Caribou Island – David Vann

You may remember that back in 2009 I read a wonderful debut work (I say work because it was a mix of short stories and a novella and yet some thought was a novel) by the author David Vann. When you read something quite as powerful, moving and shocking as Legend of a Suicide’ then, if you are like me, you can’t wait for the next novel by the author. Yet when ‘Caribou Island’ arrived as an advance proof copy I was worried, would I like his new book as much as the first or could it have suffered the dreaded ‘difficult second novel’ curse?

I was relieved when I finished ‘Caribou Island’ because it was a brilliant read, though I can’t quite say I enjoyed it as with its subject matter to say you enjoyed such a novel might make you sound a bit mad. We meet spouses Irene and Gary both in their mid-fifties and who seem separately rather unhappy and having slight mid-life crises. Irene’s way of coping seems to be the onset of a mysterious disease, doctors say there is nothing wrong and yet she is sure there is and often finds herself unable to get out of bed for the pain. Gary’s answer to his situation is action, though you sometimes wonder if it’s his way of trying to push his wife away, and to build a dream log cabin on the remote island near their home in Alaska. This is no easy task and with the atmospheric and tempestuous backdrop and Vann’s power with a sense of menace behind every page you know you are on a journey that might make for rather uncomfortable reading (not in a gory sense), though you have to read a long anyway.

I was worried with its opening paragraph of a hanging that ‘Caribou Island’ would be very like its predecessor and in some ways it actually is. There is the Alaskan backdrop, the ominous sense throughout, the stunning writing and the feeling at any moment the author could take you to another darker place. I did wonder if Vann had felt safest having the similarities around him moving from collection to novel or if he just hadn’t finished with the subject and its setting yet? Unlike ‘Legends of a Suicide’ when awful things happened (which of course I won’t give away, I wasn’t left shocked. I sort of figured what was coming early on whereas in one scene in ‘Legends’ I actually had to put the book down a while and get my head round it.

Yet ‘Caribou Island’ does beat ‘Legends’ on several points. Rather than a father son relationship, which is seriously lacking in this novel as Gary’s son Mark is rather distant from his family as a whole and would rather do ‘extreme fishing’ or get stoned than spend any time with them, we look instead at the relationships with couples. As well as Gary and Irene we have their daughter Rhoda and her dentist fiancé Jim who isn’t the initial nice guy we might want him to be, and you do want him two as Rhoda seems so nice. I did notice that in all the couples, bar Carl and Monique where with her femme fatale elements and his utter doormat behaviour buck the trend, that men seem to be depicted as utter swine’s whilst women come across more rounded, accommodating and rather dependable. I mean would you cook your fiancé dinner after he’s not spoken to you for two days or maybe help your husband shift logs across a lake in a storm for an isolated cabin you have no desire to live in?

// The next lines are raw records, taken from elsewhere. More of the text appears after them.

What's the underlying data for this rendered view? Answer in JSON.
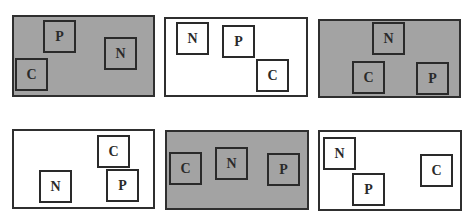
{
  "colors": {
    "gray_fill": "#a3a3a3",
    "white_fill": "#ffffff",
    "stroke": "#2a2a2a"
  },
  "panels": [
    {
      "fill": "gray",
      "boxes": [
        {
          "label": "P"
        },
        {
          "label": "N"
        },
        {
          "label": "C"
        }
      ]
    },
    {
      "fill": "white",
      "boxes": [
        {
          "label": "N"
        },
        {
          "label": "P"
        },
        {
          "label": "C"
        }
      ]
    },
    {
      "fill": "gray",
      "boxes": [
        {
          "label": "N"
        },
        {
          "label": "C"
        },
        {
          "label": "P"
        }
      ]
    },
    {
      "fill": "white",
      "boxes": [
        {
          "label": "C"
        },
        {
          "label": "N"
        },
        {
          "label": "P"
        }
      ]
    },
    {
      "fill": "gray",
      "boxes": [
        {
          "label": "C"
        },
        {
          "label": "N"
        },
        {
          "label": "P"
        }
      ]
    },
    {
      "fill": "white",
      "boxes": [
        {
          "label": "N"
        },
        {
          "label": "P"
        },
        {
          "label": "C"
        }
      ]
    }
  ]
}
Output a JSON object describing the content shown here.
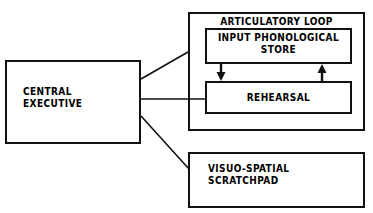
{
  "diagram": {
    "style": {
      "stroke_color": "#111111",
      "background_color": "#ffffff",
      "text_color": "#000000"
    },
    "boxes": {
      "central_executive": {
        "label": "CENTRAL\nEXECUTIVE"
      },
      "articulatory_loop": {
        "label": "ARTICULATORY LOOP"
      },
      "input_phonological_store": {
        "label": "INPUT PHONOLOGICAL\nSTORE"
      },
      "rehearsal": {
        "label": "REHEARSAL"
      },
      "visuo_spatial_scratchpad": {
        "label": "VISUO-SPATIAL\nSCRATCHPAD"
      }
    },
    "connectors": [
      {
        "name": "central-executive-to-articulatory-loop",
        "from": "central_executive",
        "to": "articulatory_loop",
        "kind": "line",
        "arrow": "none"
      },
      {
        "name": "central-executive-to-rehearsal",
        "from": "central_executive",
        "to": "rehearsal",
        "kind": "line",
        "arrow": "none"
      },
      {
        "name": "central-executive-to-visuo-spatial-scratchpad",
        "from": "central_executive",
        "to": "visuo_spatial_scratchpad",
        "kind": "line",
        "arrow": "none"
      },
      {
        "name": "store-to-rehearsal-arrow",
        "from": "input_phonological_store",
        "to": "rehearsal",
        "kind": "arrow",
        "arrow": "down"
      },
      {
        "name": "rehearsal-to-store-arrow",
        "from": "rehearsal",
        "to": "input_phonological_store",
        "kind": "arrow",
        "arrow": "up"
      }
    ]
  }
}
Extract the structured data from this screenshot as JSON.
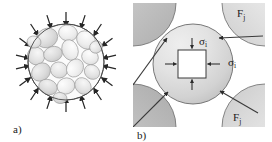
{
  "figure": {
    "background_color": "#ffffff",
    "ink_color": "#1a1a1a",
    "width": 272,
    "height": 142,
    "panels": [
      {
        "id": "panel-a",
        "caption": "a)",
        "caption_x": 13,
        "caption_y": 133,
        "description": "Spherical agglomerate of irregular primary grains under uniform inward radial compressive load"
      },
      {
        "id": "panel-b",
        "caption": "b)",
        "caption_x": 137,
        "caption_y": 137,
        "description": "Single spherical particle in contact with four neighbouring particles, internal stress element shown"
      }
    ],
    "labels": {
      "force_symbol": "F",
      "force_subscript": "j",
      "stress_symbol": "σ",
      "stress_subscript": "i"
    },
    "annotations": [
      {
        "name": "force-label-top-right",
        "symbol": "F",
        "sub": "j",
        "x": 237,
        "y": 17
      },
      {
        "name": "force-label-bottom-right",
        "symbol": "F",
        "sub": "j",
        "x": 233,
        "y": 121
      },
      {
        "name": "stress-label-vertical",
        "symbol": "σ",
        "sub": "i",
        "x": 199,
        "y": 45
      },
      {
        "name": "stress-label-horizontal",
        "symbol": "σ",
        "sub": "i",
        "x": 228,
        "y": 66
      }
    ],
    "colors": {
      "grain_light": "#f2f2f2",
      "grain_mid": "#e2e2e2",
      "grain_dark": "#d2d2d2",
      "agglomerate_fill": "#fafafa",
      "particle_fill_light": "#e6e6e6",
      "particle_fill_dark": "#c8c8c8",
      "neighbour_fill_light": "#eaeaea",
      "neighbour_fill_dark": "#b4b4b4",
      "outline": "#4a4a4a",
      "element_fill": "#ffffff"
    },
    "panel_a": {
      "circle_center_x": 66,
      "circle_center_y": 62,
      "circle_radius": 38,
      "arrow_count": 16,
      "grain_count": 17
    },
    "panel_b": {
      "frame_x": 133,
      "frame_y": 3,
      "frame_width": 132,
      "frame_height": 124,
      "center_particle_cx": 193,
      "center_particle_cy": 64,
      "center_particle_r": 40,
      "element_x": 178,
      "element_y": 50,
      "element_w": 28,
      "element_h": 28,
      "neighbour_count": 4,
      "contact_arrow_count": 4
    }
  }
}
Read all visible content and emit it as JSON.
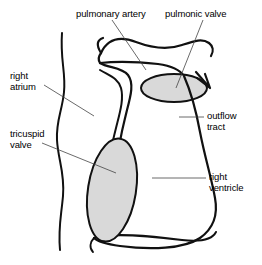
{
  "figure": {
    "background_color": "#ffffff",
    "line_color": "#111111",
    "valve_fill_color": "#d9d9d9",
    "leader_color": "#444444"
  },
  "labels": {
    "pulmonary_artery": "pulmonary artery",
    "pulmonic_valve": "pulmonic valve",
    "right_atrium_line1": "right",
    "right_atrium_line2": "atrium",
    "tricuspid_valve_line1": "tricuspid",
    "tricuspid_valve_line2": "valve",
    "outflow_tract_line1": "outflow",
    "outflow_tract_line2": "tract",
    "right_ventricle_line1": "right",
    "right_ventricle_line2": "ventricle"
  },
  "structures": {
    "pulmonary_artery": "pulmonary-artery",
    "pulmonic_valve": "pulmonic-valve",
    "right_atrium": "right-atrium",
    "tricuspid_valve": "tricuspid-valve",
    "outflow_tract": "outflow-tract",
    "right_ventricle": "right-ventricle"
  }
}
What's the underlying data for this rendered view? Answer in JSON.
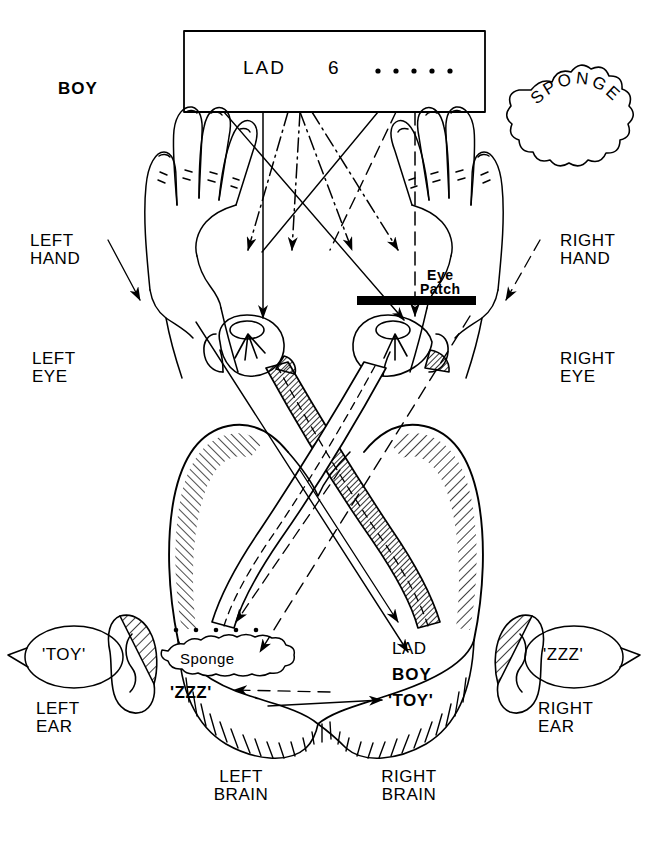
{
  "figure": {
    "stimulus_box": {
      "word_left": "LAD",
      "digit_center": "6",
      "dots_right": "· · · · ·"
    },
    "hands": {
      "left": {
        "object_label": "BOY",
        "label": "LEFT\nHAND"
      },
      "right": {
        "object_label": "SPONGE",
        "label": "RIGHT\nHAND"
      }
    },
    "eyes": {
      "left_label": "LEFT\nEYE",
      "right_label": "RIGHT\nEYE",
      "patch_label": "Eye\nPatch"
    },
    "ears": {
      "left_bubble": "'TOY'",
      "left_label": "LEFT\nEAR",
      "right_bubble": "'ZZZ'",
      "right_label": "RIGHT\nEAR"
    },
    "brain": {
      "left_label": "LEFT\nBRAIN",
      "right_label": "RIGHT\nBRAIN",
      "left_contents": {
        "dots": "· · · · ·",
        "object": "Sponge",
        "sound": "'ZZZ'"
      },
      "right_contents": {
        "word": "LAD",
        "object": "BOY",
        "sound": "'TOY'"
      }
    },
    "colors": {
      "ink": "#000000",
      "paper": "#ffffff",
      "patch": "#000000"
    }
  }
}
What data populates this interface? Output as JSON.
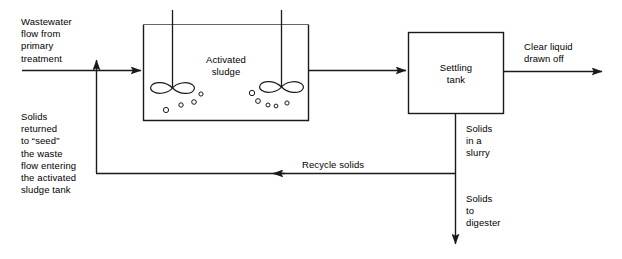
{
  "diagram": {
    "colors": {
      "line": "#1a1a1a",
      "text": "#000000",
      "background": "#ffffff"
    },
    "labels": {
      "inlet": "Wastewater\nflow from\nprimary\ntreatment",
      "return": "Solids\nreturned\nto “seed”\nthe waste\nflow entering\nthe activated\nsludge tank",
      "aeration_tank": "Activated\nsludge",
      "settling_tank": "Settling\ntank",
      "clear_effluent": "Clear liquid\ndrawn off",
      "slurry": "Solids\nin a\nslurry",
      "recycle": "Recycle solids",
      "digester": "Solids\nto\ndigester"
    },
    "nodes": [
      {
        "id": "aeration-tank",
        "label": "Activated sludge",
        "shape": "open-top-tank"
      },
      {
        "id": "settling-tank",
        "label": "Settling tank",
        "shape": "rectangle"
      }
    ],
    "flows": [
      {
        "id": "influent-flow",
        "label": "Wastewater flow from primary treatment",
        "direction": "right",
        "to": "aeration-tank"
      },
      {
        "id": "return-sludge-riser",
        "label": "Solids returned to “seed” the waste flow entering the activated sludge tank",
        "direction": "up"
      },
      {
        "id": "aeration-to-settling",
        "label": "",
        "direction": "right",
        "from": "aeration-tank",
        "to": "settling-tank"
      },
      {
        "id": "clear-liquid-flow",
        "label": "Clear liquid drawn off",
        "direction": "right",
        "from": "settling-tank"
      },
      {
        "id": "solids-slurry-flow",
        "label": "Solids in a slurry",
        "direction": "down",
        "from": "settling-tank"
      },
      {
        "id": "recycle-solids-flow",
        "label": "Recycle solids",
        "direction": "left"
      },
      {
        "id": "solids-to-digester-flow",
        "label": "Solids to digester",
        "direction": "down"
      }
    ],
    "equipment": [
      {
        "id": "aerator-left",
        "type": "surface-aerator-impeller"
      },
      {
        "id": "aerator-right",
        "type": "surface-aerator-impeller"
      }
    ]
  }
}
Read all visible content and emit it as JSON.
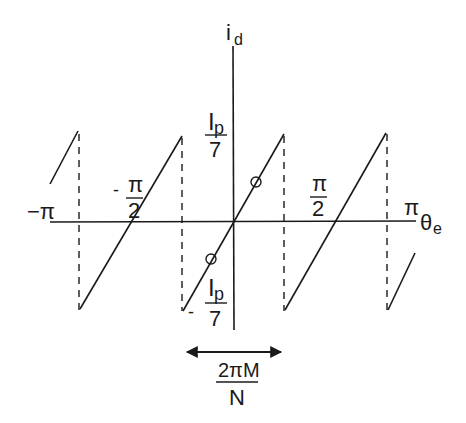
{
  "diagram": {
    "type": "sawtooth-waveform",
    "y_axis": {
      "label": "i",
      "label_subscript": "d"
    },
    "x_axis": {
      "label": "θ",
      "label_subscript": "e"
    },
    "x_ticks": [
      {
        "name": "minus-pi",
        "label": "−π"
      },
      {
        "name": "minus-pi-half",
        "sign": "-",
        "numerator": "π",
        "denominator": "2"
      },
      {
        "name": "pi-half",
        "numerator": "π",
        "denominator": "2"
      },
      {
        "name": "pi",
        "label": "π"
      }
    ],
    "y_ticks": [
      {
        "name": "ip-over-7",
        "numerator": "I",
        "numerator_subscript": "p",
        "denominator": "7"
      },
      {
        "name": "minus-ip-over-7",
        "sign": "-",
        "numerator": "I",
        "numerator_subscript": "p",
        "denominator": "7"
      }
    ],
    "period_annotation": {
      "numerator": "2πM",
      "denominator": "N"
    },
    "colors": {
      "stroke": "#1a1a1a",
      "background": "#ffffff"
    }
  }
}
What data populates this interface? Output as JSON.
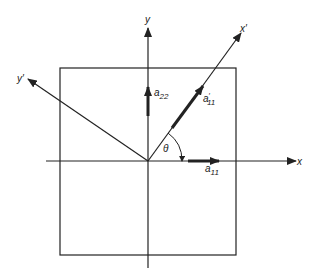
{
  "diagram": {
    "axes": {
      "x_label": "x",
      "y_label": "y",
      "x_prime_label": "x′",
      "y_prime_label": "y′"
    },
    "vectors": {
      "a11": {
        "base": "a",
        "sub": "11"
      },
      "a22": {
        "base": "a",
        "sub": "22"
      },
      "a11_prime": {
        "base": "a",
        "sup": "′",
        "sub": "11"
      }
    },
    "angle_label": "θ",
    "colors": {
      "stroke": "#222222",
      "background": "#ffffff"
    }
  }
}
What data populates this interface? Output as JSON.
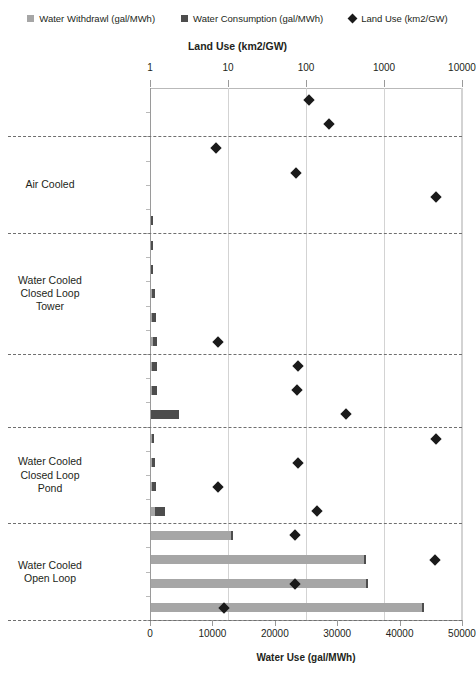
{
  "legend": [
    {
      "label": "Water Withdrawl (gal/MWh)",
      "marker": "square-icon",
      "color": "#a6a6a6"
    },
    {
      "label": "Water Consumption (gal/MWh)",
      "marker": "square-icon",
      "color": "#4d4d4d"
    },
    {
      "label": "Land Use (km2/GW)",
      "marker": "diamond-icon",
      "color": "#1a1a1a"
    }
  ],
  "chart_data": {
    "type": "bar",
    "title": "",
    "top_axis": {
      "label": "Land Use (km2/GW)",
      "scale": "log",
      "ticks": [
        1,
        10,
        100,
        1000,
        10000
      ],
      "ticklabels": [
        "1",
        "10",
        "100",
        "1000",
        "10000"
      ],
      "range": [
        1,
        10000
      ]
    },
    "bottom_axis": {
      "label": "Water Use (gal/MWh)",
      "scale": "linear",
      "ticks": [
        0,
        10000,
        20000,
        30000,
        40000,
        50000
      ],
      "ticklabels": [
        "0",
        "10000",
        "20000",
        "30000",
        "40000",
        "50000"
      ],
      "range": [
        0,
        50000
      ]
    },
    "grid": "vertical",
    "legend_position": "top",
    "series": [
      {
        "name": "Water Withdrawl (gal/MWh)",
        "axis": "bottom",
        "color": "#a6a6a6"
      },
      {
        "name": "Water Consumption (gal/MWh)",
        "axis": "bottom",
        "color": "#4d4d4d"
      },
      {
        "name": "Land Use (km2/GW)",
        "axis": "top",
        "color": "#1a1a1a",
        "marker": "diamond"
      }
    ],
    "groups": [
      {
        "label": "",
        "rows": [
          0,
          1
        ]
      },
      {
        "label": "Air Cooled",
        "rows": [
          2,
          3,
          4,
          5
        ]
      },
      {
        "label": "Water Cooled\nClosed Loop\nTower",
        "rows": [
          6,
          7,
          8,
          9,
          10
        ]
      },
      {
        "label": "",
        "rows": [
          11,
          12,
          13
        ]
      },
      {
        "label": "Water Cooled\nClosed Loop\nPond",
        "rows": [
          14,
          15,
          16,
          17
        ]
      },
      {
        "label": "Water Cooled\nOpen Loop",
        "rows": [
          18,
          19,
          20
        ]
      }
    ],
    "categories": [
      "Solar PV",
      "Wind",
      "Nuclear",
      "Natural Gas",
      "Biomass",
      "Coal",
      "Coal IGCC",
      "Natural Gas",
      "Biomass",
      "Coal",
      "Nuclear",
      "Solar Tower",
      "Solar Trough",
      "Hydroelectric",
      "Biomass",
      "Coal",
      "Nuclear",
      "Geothermal",
      "Natural Gas",
      "Biomass",
      "Coal",
      "Nuclear"
    ],
    "rows": [
      {
        "category": "Solar PV",
        "withdrawal": 0,
        "consumption": 0,
        "land_use": 110
      },
      {
        "category": "Wind",
        "withdrawal": 0,
        "consumption": 0,
        "land_use": 200
      },
      {
        "category": "Nuclear",
        "withdrawal": 0,
        "consumption": 0,
        "land_use": 7
      },
      {
        "category": "Natural Gas",
        "withdrawal": 0,
        "consumption": 0,
        "land_use": 75
      },
      {
        "category": "Biomass",
        "withdrawal": 0,
        "consumption": 0,
        "land_use": 4600
      },
      {
        "category": "Coal",
        "withdrawal": 60,
        "consumption": 60,
        "land_use": null
      },
      {
        "category": "Coal IGCC",
        "withdrawal": 180,
        "consumption": 140,
        "land_use": null
      },
      {
        "category": "Natural Gas",
        "withdrawal": 200,
        "consumption": 160,
        "land_use": null
      },
      {
        "category": "Biomass",
        "withdrawal": 600,
        "consumption": 500,
        "land_use": null
      },
      {
        "category": "Coal",
        "withdrawal": 750,
        "consumption": 600,
        "land_use": null
      },
      {
        "category": "Nuclear",
        "withdrawal": 950,
        "consumption": 700,
        "land_use": 7.5
      },
      {
        "category": "Solar Tower",
        "withdrawal": 900,
        "consumption": 750,
        "land_use": 78
      },
      {
        "category": "Solar Trough",
        "withdrawal": 900,
        "consumption": 800,
        "land_use": 77
      },
      {
        "category": "Hydroelectric",
        "withdrawal": 4500,
        "consumption": 4500,
        "land_use": 330
      },
      {
        "category": "Biomass",
        "withdrawal": 480,
        "consumption": 380,
        "land_use": 4700
      },
      {
        "category": "Coal",
        "withdrawal": 700,
        "consumption": 600,
        "land_use": 80
      },
      {
        "category": "Nuclear",
        "withdrawal": 800,
        "consumption": 700,
        "land_use": 7.4
      },
      {
        "category": "Geothermal",
        "withdrawal": 2200,
        "consumption": 1500,
        "land_use": 140
      },
      {
        "category": "Natural Gas",
        "withdrawal": 13200,
        "consumption": 200,
        "land_use": 73
      },
      {
        "category": "Biomass",
        "withdrawal": 34500,
        "consumption": 400,
        "land_use": 4500
      },
      {
        "category": "Coal",
        "withdrawal": 34800,
        "consumption": 400,
        "land_use": 72
      },
      {
        "category": "Nuclear",
        "withdrawal": 43800,
        "consumption": 400,
        "land_use": 9
      }
    ]
  }
}
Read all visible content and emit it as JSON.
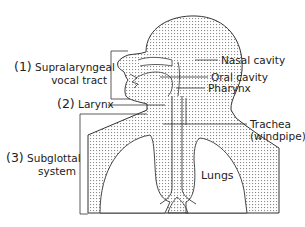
{
  "diagram": {
    "type": "anatomical-schematic",
    "regions": [
      {
        "number": "(1)",
        "line1": "Supralaryngeal",
        "line2": "vocal tract"
      },
      {
        "number": "(2)",
        "line1": "Larynx"
      },
      {
        "number": "(3)",
        "line1": "Subglottal",
        "line2": "system"
      }
    ],
    "structures": {
      "nasal": "Nasal cavity",
      "oral": "Oral cavity",
      "pharynx": "Pharynx",
      "trachea_line1": "Trachea",
      "trachea_line2": "(windpipe)",
      "lungs": "Lungs"
    },
    "colors": {
      "line": "#333333",
      "stipple": "#9a9a9a",
      "background": "#ffffff"
    }
  }
}
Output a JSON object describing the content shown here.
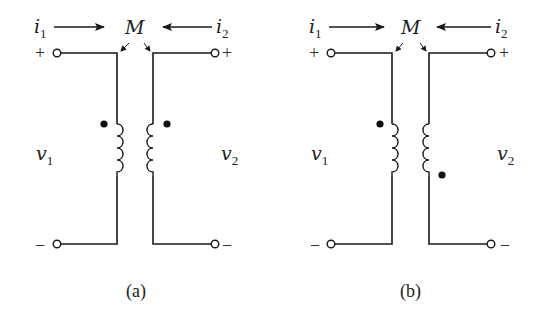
{
  "figure": {
    "panels": [
      {
        "id": "a",
        "caption": "(a)",
        "current_left": {
          "symbol": "i",
          "subscript": "1"
        },
        "current_right": {
          "symbol": "i",
          "subscript": "2"
        },
        "voltage_left": {
          "symbol": "v",
          "subscript": "1"
        },
        "voltage_right": {
          "symbol": "v",
          "subscript": "2"
        },
        "mutual_label": "M",
        "top_left_sign": "+",
        "top_right_sign": "+",
        "bottom_left_sign": "–",
        "bottom_right_sign": "–",
        "dot_convention": "both dots at top of coils"
      },
      {
        "id": "b",
        "caption": "(b)",
        "current_left": {
          "symbol": "i",
          "subscript": "1"
        },
        "current_right": {
          "symbol": "i",
          "subscript": "2"
        },
        "voltage_left": {
          "symbol": "v",
          "subscript": "1"
        },
        "voltage_right": {
          "symbol": "v",
          "subscript": "2"
        },
        "mutual_label": "M",
        "top_left_sign": "+",
        "top_right_sign": "+",
        "bottom_left_sign": "–",
        "bottom_right_sign": "–",
        "dot_convention": "left dot at top, right dot at bottom"
      }
    ]
  }
}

 There is a lot to mull over with ‘Caribou Island’ and much to discuss, so it would make a brilliant book group choice.  David Vann’s writing is top notch, you can feel the atmosphere and sense of place in every page, and he excels in delivering that often hard to get combination of having wonderful description, characterisation and page turning qualities all in one book. Yet, as you might be able to guess and is the only slight flaw for the book, I found it so hard to write about it without comparing it to his previous work. The settings and themes are in some ways so similar. However regardless of that this is a really compelling book, that I know will stay with me and grow on me more and more, it’s certainly one that I would highly recommend you read. 8.5/10

I did wonder if Vann had felt safest having the similarities around him moving from collection to novel or if he just hadn’t finished with the subject and its setting yet? ‘Caribou Island’ has left me with two thoughts first I am hoping his next novel (which I will rush out to read) blows me away by how completely different it is and two that I don’t think I ever want to live near a lake in Alaska, who knows what could befall me?